I love that in this blog we can time travel anywhere each week. Now that the 2013 season has arrived, I couldn’t help wondering what the industry was buzzing about at this time 50 years ago. So let’s see what was happening in June 1963.

* Pool professionals were happy with the way the season began. May numbers were in and Pool News (as we were called then) declared on June 15 that “pool sales indicate a record-setting year ahead.” The stats were impressive, with Northeast construction up 25- to 35 percent in May 1963 compared with May 1962 – and Midwest builders reported a robust 40 percent jump in pool starts. Even Southern California, which experienced “the most sunless May in 22 years,” did better in the January-May 1963 period than in ’62.

* An interesting chart from the National Swimming Pool Institute (now APSP) was released. It showed a total of 420,800 U.S. pools in residential; apartment/hotel/motel; municipal; school; and aquatics facility settings for January 1963, with 288,800 residential. Compare that with January 1958, when there were 133,000 pools, 87,500 of which were residential.

* For drama, there was the national NSPI show. Cleveland was announced as the site for the Jan. 16-19, 1965, event and howls were heard across the nation. A regional group, the Swimming Pool Association of Southern California, protested the choice, calling for a West Coast venue. The main argument was that because the 1964 show would be in Chicago, it would be too much to have two cold-weather locations in a row. The debate got heated, inspiring four front-page stories in Pool News in 1963. An NSPI survey of exhibitors showed 77 percent would go to Cleveland, but most Southern California exhibitors would do so “under protest” and would cut back on their booths. The final verdict? The NSPI Executive Committee reconfirmed Cleveland as the 1965 convention site by late July. The show must go on!

* Also in '63, a four-man committee chaired by H.E. “Buzz” Hayes began studying the effects of regional shows on the annual NSPI convention. In the early days, there was much talk about whether regional shows should be ditched in favor of one big national show, but we’ll save that discussion for another time.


**Task to carry out**
Wherever the string "curve" appears in the entries below, return the line that holds it.

Data entries for graphics:
*** Begin section ***

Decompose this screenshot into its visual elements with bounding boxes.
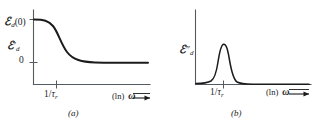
x-axis-arrow-head-a	[145, 96, 151, 101]
y-axis-top-label-a: ℰd(0)	[4, 12, 26, 29]
tau-subscript: r	[55, 93, 58, 101]
script-e-subscript: d	[190, 49, 194, 57]
script-e-symbol: ℰ	[4, 15, 11, 28]
curve-real-part-a	[34, 20, 148, 63]
y-tick-label-zero-a: 0	[19, 56, 24, 66]
tau-subscript: r	[221, 91, 224, 99]
x-axis-label-a: (ln) ω	[112, 86, 136, 102]
panel-caption-a: (a)	[68, 109, 79, 118]
x-axis-arrow-head-b	[304, 92, 310, 97]
omega-symbol: ω	[282, 86, 289, 97]
panel-b: ℰ″d 1/τr (ln) ω (b)	[159, 0, 318, 126]
log-scale-note: (ln)	[266, 87, 278, 97]
y-axis-name-label-a: ℰ′d	[7, 36, 19, 53]
x-axis-label-b: (ln) ω	[266, 82, 290, 98]
script-e-symbol: ℰ	[179, 43, 186, 56]
curve-loss-part-b	[196, 44, 309, 84]
y-axis-name-label-b: ℰ″d	[179, 40, 193, 57]
figure-debye-relaxation: ℰd(0) ℰ′d 0 1/τr (ln) ω (a)	[0, 0, 318, 126]
panel-a: ℰd(0) ℰ′d 0 1/τr (ln) ω (a)	[0, 0, 159, 126]
script-e-symbol: ℰ	[7, 39, 14, 52]
script-e-subscript: d	[16, 45, 20, 53]
panel-caption-b: (b)	[231, 109, 242, 118]
x-tick-label-tau-a: 1/τr	[44, 90, 58, 101]
x-tick-label-tau-b: 1/τr	[210, 88, 224, 99]
log-scale-note: (ln)	[112, 91, 124, 101]
script-e-argument: (0)	[15, 17, 26, 27]
omega-symbol: ω	[128, 90, 135, 101]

*** End section ***

**Completed exercise**
curve-real-part-a	[34, 20, 148, 63]
curve-loss-part-b	[196, 44, 309, 84]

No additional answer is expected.